The right hon. Member for Darlington told us that the tax credit had left us with an
“80-20 society, in which 80 per cent. do OK but 20 per cent. are left behind”. —[Official Report, 28 March 2006; Vol. 444, c. 710-11.]
[Interruption.] It is no good Members saying that he was wrong. Did the hon. Member for Dudley, North (Mr. Austin) say that?
indicated assent.
There we go. The hon. Gentleman is one of the Chancellor’s henchmen and a proponent of what was called the “Kill Mil” operation. No doubt he is getting to work on the Education Secretary as we speak.
The right hon. Member for Darlington is not the only person who has criticised the operation of tax credits. As my right hon. Friend the Leader of the Opposition pointed out during Prime Minister’s questions, the right hon. Member for Birkenhead has said:
“using tax credits as an anti-poverty weapon is like attempting keyhole surgery with a hacksaw”.
That is Labour’s verdict on Labour’s record.
At question is not the existence of tax credits—we support tax credits, but want tax credits that work—but the system that the Chancellor chose of annual awards, annual income assessments, annual overpayments and annual clawbacks. That system means that almost half of all families get the wrong tax credit payment.
Perhaps the Economic Secretary to the Treasury has not even read the parliamentary ombudsman’s report, but if he did, he would see that she says that there is
“the fundamental question as to whether, for people on modest incomes who have to budget and plan their finances carefully to manage their lives, such inbuilt instability or uncertainty really works.”
The Treasury Committee, in its first and perhaps most important recommendation, points to the new evidence that shows that the family incomes of many of the poorest have become more variable and unstable as a result of tax credits. That all-party Committee asks the Chancellor to consider fixing awards over shorter periods than a year, and I ask him again to do so. The time has come to give serious consideration to moving to a tax credit system that is based on shorter, more fixed payments, that brings greater certainty to family incomes and that avoids the hardship of overpayment.

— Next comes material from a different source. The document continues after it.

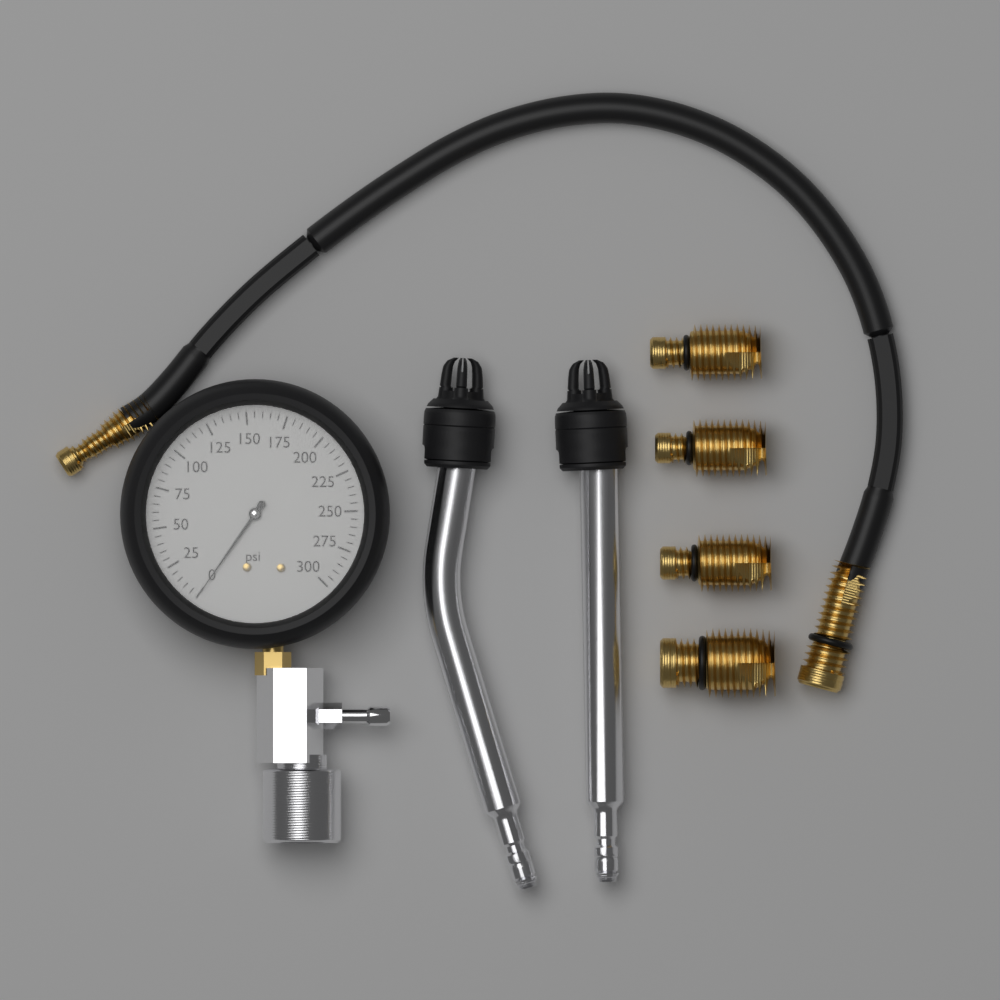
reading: 0 psi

It is great to hear the hon. Gentleman giving advice, but in his interview in last month’s edition of Magill, the well-respected Irish magazine, he said:
“anyone who says that I haven’t known adversity hasn’t looked at my CV—I worked for John Major when we lost the 1997 election”.
He then said that he worked for the right hon. Member for Richmond, Yorks (Mr. Hague) when the Conservatives lost in 2001. He went on to say:
“That doesn’t say much for the quality of my advice”—
so why should we listen to him now?
An absolutely devastating intervention. I should refer the hon. Gentleman to the figures on awards in Livingstone, which has pretty much the worst record on errors of anywhere in the country outside East Ham and West Ham. If he wants to toddle off and look at the figures, he can do so.
Examining the design of the tax credit system does not mean scrapping tax credits, but trying to make them work. In a rare admission of error, the Chancellor, too, opened up that possibility at the end of last year when he said that the Government might have to examine fixed payments. However, I doubt that he will do that considering that he designed the flawed system and has presided over its incompetent administration. Today’s tax credit system is his creation and no one else’s—[Interruption.]
Order. Could we have just one debate in the Chamber with one speaker?
Thank you, Madam Deputy Speaker.
The Chancellor remains stuck in the past. He is refusing to listen and is the road block to reform. He is too proud to admit that he has got it wrong and too lacking in courage to defend the system in public. It will be up to the next Government to fix the broken tax credit system and give millions of lower-income people the social justice that they deserve.